Do you think Noir without sex is lacking something?
I would say that there is no noir without sex. Good noir is about sin, and thus about sex on some level. Sex is dangerous, sex leads to trouble. This is, after all, the genre that popularized the femme fatale. No one needs to ever have sex of course, but the whiff of it needs to be in the air.
In a certain way you can divide noir into two categories — narratives in which the protagonist succumbs to sexual temptation (which inevitably leads to tragedy) and ones in which the protagonist holds out. I am thinking particularly of the classic detective novels in the latter — Marlowe, the Continental Op and Lew Archer are monk-like in their dedication to abstinence. Though compare that to something like say, The Lady of Shanghai or Out of the Past, which basically teach you that women are frightening creatures, at once smarter and less moral than men, and you start to think maybe their asceticism might be warranted. Interestingly for a genre which is so obsessed with it in the abstract, the act itself rarely gets much play. Noir tends to focus more on its later ramifications, the shadows it leaves on people’s lives. It’s a conservative genre, fundamentally.
Do you think revenge is a popular theme because it shows ordinary men and women stepping outside the law?

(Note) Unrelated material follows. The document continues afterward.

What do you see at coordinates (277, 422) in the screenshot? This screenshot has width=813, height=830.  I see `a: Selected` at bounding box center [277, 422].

For we modern folk, utterly constrained by the firm hand of law and the only slightly less firm hand of convention, the idea of just getting to fuck shit up according to one’s own internal morality is a powerful fantasy. Wrapped up in that of course is the idea that we might be strong enough to overthrow said shackles and not end up in the ER or in prison — you ask about ‘ordinary men and women’ in your question but of course the protagonists of revenge parables are never average in any sense, they’re superhuman. Like most fantasies it’s ultimately about power, the idea that you could impose your views with impunity upon folk richly deserving in comeuppance.
Of course revenge is a strong thread within the noir weave, in so far as noir tends to posit that society itself is corrupt or ill-functioning to the point that justice as provided by the appropriate authorities is nothing of the sort. The classic noir protagonist exists outside of the conventional mechanisms of his civilization, and that’s part of what we admire about him.

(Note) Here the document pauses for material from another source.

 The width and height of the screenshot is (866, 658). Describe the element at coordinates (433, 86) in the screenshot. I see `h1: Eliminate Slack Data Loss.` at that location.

You’re given a large budget to direct a crime film. How would you make it different?
If it was a really huge budget (and I’m going to assume it is), I would use it to build a time machine, go back to 1971 and hire Michael Caine to be in my movie. Or Lee Marvin. Or Charles Bronson. People in movies have been getting progressively less interesting looking, which really is a critical component of crime films. Everyone’s so damn good looking, it’s absurd. If you were good looking you wouldn’t have entered the world of crime, you’d have become a model. But I digress.
I would give it to the Coen Brothers and say ‘boys, go at it.’
Truthfully, I really don’t have much of an answer for this one. I don’t know very much about movies in any meaningful sense, not to the point where I could intelligently discuss the subject. I barely know anything about books.
What are you working on at the moment?
At the moment I am working on revisions for the sequel to Low Town, as yet unnamed. I’m also trying to do some plotting of the third book in the series. Can’t really divulge anything on either of them, except that they’re much better than the first book. I mean, the first book’s great, don’t get me wrong. But onwards and upwards, as they say.
Thank you Daniel for an insightful and entertaining interview.
Visit Daniel Polansky’s website here and find him also on Facebook, Twitter, Goodreads and Google+
Get hardcover, paperback, or Kindle editions of ‘Low Town’ (US & Canada – Doubleday) at Amazon.com and ‘The Straight Razor Cure’ (UK & Commonwealth – Hodder & Stoughton) at Amazon.co.uk. Find more online retailers for the US here and the UK here.
‘Low Town’ is available in German as ‘Der Herr der Unterstadt: Roman’ and translations are also forthcoming in French, Spanish, Italian, Chinese, Russian, Czech, Polish, Turkish, Portuguese (Brazil), and Croatian.